PGT-A Testing: What the Regulator Assessment Actually Shows

by | May 10, 2026 | Guides

The Human Fertilisation and Embryology Authority, the UK’s independent fertility regulator, is one of the few public bodies anywhere in the world that publishes plain-English evidence reviews on the optional tests, treatments and laboratory techniques offered alongside standard IVF. They look at the trials, weigh the data, and tell patients and clinicians what the research currently shows. Their assessments are widely referenced internationally, regardless of where treatment is taking place.

PGT-A testing — preimplantation genetic testing for aneuploidy — is one of those add-ons, and one of the most widely offered.

What PGT-A is

PGT-A testing is performed on embryos before transfer. A small number of cells is taken from each blastocyst and analysed for the expected number of chromosomes. Embryos with the typical count are described as euploid. Those with an extra or missing chromosome are described as aneuploid.

The aim is to give clinicians better information when deciding which embryo to transfer first.

Where PGT-A has a clear clinical role

The strongest evidence for PGT-A testing sits in specific clinical situations.

  • Women in their late thirties or forties, where chromosomal errors in eggs become more common with age.
  • Couples who have had multiple miscarriages where chromosomal causes have already been identified.
  • Repeated cycles where good-looking embryos have failed to implant.
  • Severe male factor infertility, where sperm-related chromosomal errors are more likely.

The reason age and egg-related factors dominate that list is biological. More than 90% of embryo aneuploidies originate from errors during egg development, not sperm. The egg sits in arrested meiosis for decades before ovulation, and that long pause is what makes it uniquely vulnerable. This is why PGT-A’s clinical case strengthens with maternal age, and why egg quality in the months before stimulation matters in any cycle, with or without testing.

In these situations, PGT-A is doing what it was designed to do. It identifies which of the available embryos carry the expected number of chromosomes, so transfer decisions can be made on better information. The relief of hearing this one is normal after a miscarriage, after multiple failed cycles, is real. The clarity matters.

What the regulator assessment shows

The HFEA reviews each add-on against the evidence for whether it improves the chance of a live birth — most often in the general IVF population.

On PGT-A testing, their published assessment is that the evidence does not currently support its use as a routine test for the average IVF patient. For some groups, the data suggest it may even reduce the chance of a live birth, because chromosomally normal embryos can still be discarded based on a biopsy that is not always representative of the whole.

This is not a verdict against the test. It is a statement about who the evidence supports, and who it does not.

If your clinical situation matches one of those above, the case for PGT-A testing in your cycle may be stronger than the general-population review suggests. If it does not, the HFEA assessment is useful information to bring into the conversation with your clinic about whether testing is the right next step.

The point of the regulator’s work is not to override clinical judgment. It is to give patients and clinicians a shared evidence base to discuss.

What no add-on can change

Whatever you and your clinic decide about PGT-A testing, one thing remains constant.

PGT-A does not improve the embryo you transfer. It selects from what is already there.

By the time the test can be performed, your cycle is largely already written. Stimulation has happened. Eggs have been collected. Some have fertilised and developed; some have not. Whatever number of blastocysts is left at biopsy is the group PGT-A acts on.

The number of eggs collected, how well they matured, the integrity of the sperm at fertilisation, the rate of attrition through the lab — those are shaped in the months before the cycle, by biology that responds to nutrition, hormonal signalling, sleep, stress and metabolic health.

Once a euploid embryo is selected and transferred, what happens next is not reflective of the test result either. Implantation depends on a body that is ready to receive the embryo. Pregnancy depends on the embryo’s own continuing development inside that body.

Even with a chromosomally normal embryo, more than 1 in 3 frozen transfers do not result in a live birth. The endometrial environment during the two-week wait is the variable that remains within your influence.

The Now Baby FET Implantation Meal Plan is a fourteen-day, practitioner-designed nutritional protocol to support this critical phase.

Evidence-based peace of mind for the two-week wait

The FET Implantation Meal Plan is structured to support each stage of implantation — secure embedding, early circulatory development, balanced immune signalling, and the early hormonal and metabolic conditions that pregnancy depends on. Every meal has been professionally analysed using clinical nutrition software so the macronutrient and micronutrient profile is balanced and consistent.

What it gives you is a decision already made. You are not standing in the kitchen during the most important fortnight of your cycle wondering whether what you are eating is helping. The plan has been designed for these specific days, by a fertility nutritionist, against the physiology of implantation. Your job is to follow it.

That is what evidence-based peace of mind looks like during the two-week wait. Not a promise about outcome. A clear nutritional structure to follow, designed for the biology you are in.

You didn’t come this far to wing it.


» Work request
Nothing but the lines from the one containing "Detect suit. Return" through the end of the data below may appear in the response, each one exact.

- Opening Delimiter -

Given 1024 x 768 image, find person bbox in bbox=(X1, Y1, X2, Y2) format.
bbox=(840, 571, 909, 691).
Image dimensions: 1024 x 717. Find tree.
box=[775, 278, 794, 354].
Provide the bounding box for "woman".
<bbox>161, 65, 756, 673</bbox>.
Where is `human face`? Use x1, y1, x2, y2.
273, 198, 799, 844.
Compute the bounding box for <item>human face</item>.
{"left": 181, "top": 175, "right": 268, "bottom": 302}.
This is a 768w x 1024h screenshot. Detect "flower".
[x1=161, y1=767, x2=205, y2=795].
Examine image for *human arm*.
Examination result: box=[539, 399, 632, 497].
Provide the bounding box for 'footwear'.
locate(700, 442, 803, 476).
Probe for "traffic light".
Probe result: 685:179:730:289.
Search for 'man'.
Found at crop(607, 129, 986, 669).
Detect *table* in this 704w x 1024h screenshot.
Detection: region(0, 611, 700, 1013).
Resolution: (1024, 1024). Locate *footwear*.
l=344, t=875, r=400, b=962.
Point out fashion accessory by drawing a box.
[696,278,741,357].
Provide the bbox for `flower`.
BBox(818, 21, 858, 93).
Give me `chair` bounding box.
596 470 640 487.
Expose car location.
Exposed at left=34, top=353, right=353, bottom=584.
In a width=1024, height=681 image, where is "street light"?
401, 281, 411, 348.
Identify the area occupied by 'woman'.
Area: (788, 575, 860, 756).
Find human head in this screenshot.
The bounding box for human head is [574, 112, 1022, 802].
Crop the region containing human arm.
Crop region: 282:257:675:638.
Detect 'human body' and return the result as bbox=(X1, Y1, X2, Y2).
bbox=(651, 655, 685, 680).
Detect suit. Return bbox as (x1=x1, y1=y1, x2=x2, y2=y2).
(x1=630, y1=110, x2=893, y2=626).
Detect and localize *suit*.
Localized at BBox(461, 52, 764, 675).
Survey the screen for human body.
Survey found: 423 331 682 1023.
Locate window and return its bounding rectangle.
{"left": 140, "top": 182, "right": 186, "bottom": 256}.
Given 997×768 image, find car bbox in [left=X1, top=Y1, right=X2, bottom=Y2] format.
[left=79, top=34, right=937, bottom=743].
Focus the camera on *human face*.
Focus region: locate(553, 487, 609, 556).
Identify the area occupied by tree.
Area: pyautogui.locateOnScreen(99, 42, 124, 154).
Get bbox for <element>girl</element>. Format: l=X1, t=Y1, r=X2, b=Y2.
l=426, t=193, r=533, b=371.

- Closing Delimiter -

» Task solution
Detect suit. Return bbox as (x1=x1, y1=y1, x2=x2, y2=y2).
(x1=630, y1=110, x2=893, y2=626).
Detect and localize *suit*.
Localized at BBox(461, 52, 764, 675).
Survey the screen for human body.
Survey found: 423 331 682 1023.
Locate window and return its bounding rectangle.
{"left": 140, "top": 182, "right": 186, "bottom": 256}.
Given 997×768 image, find car bbox in [left=X1, top=Y1, right=X2, bottom=Y2] format.
[left=79, top=34, right=937, bottom=743].
Focus the camera on *human face*.
Focus region: locate(553, 487, 609, 556).
Identify the area occupied by tree.
Area: pyautogui.locateOnScreen(99, 42, 124, 154).
Get bbox for <element>girl</element>. Format: l=X1, t=Y1, r=X2, b=Y2.
l=426, t=193, r=533, b=371.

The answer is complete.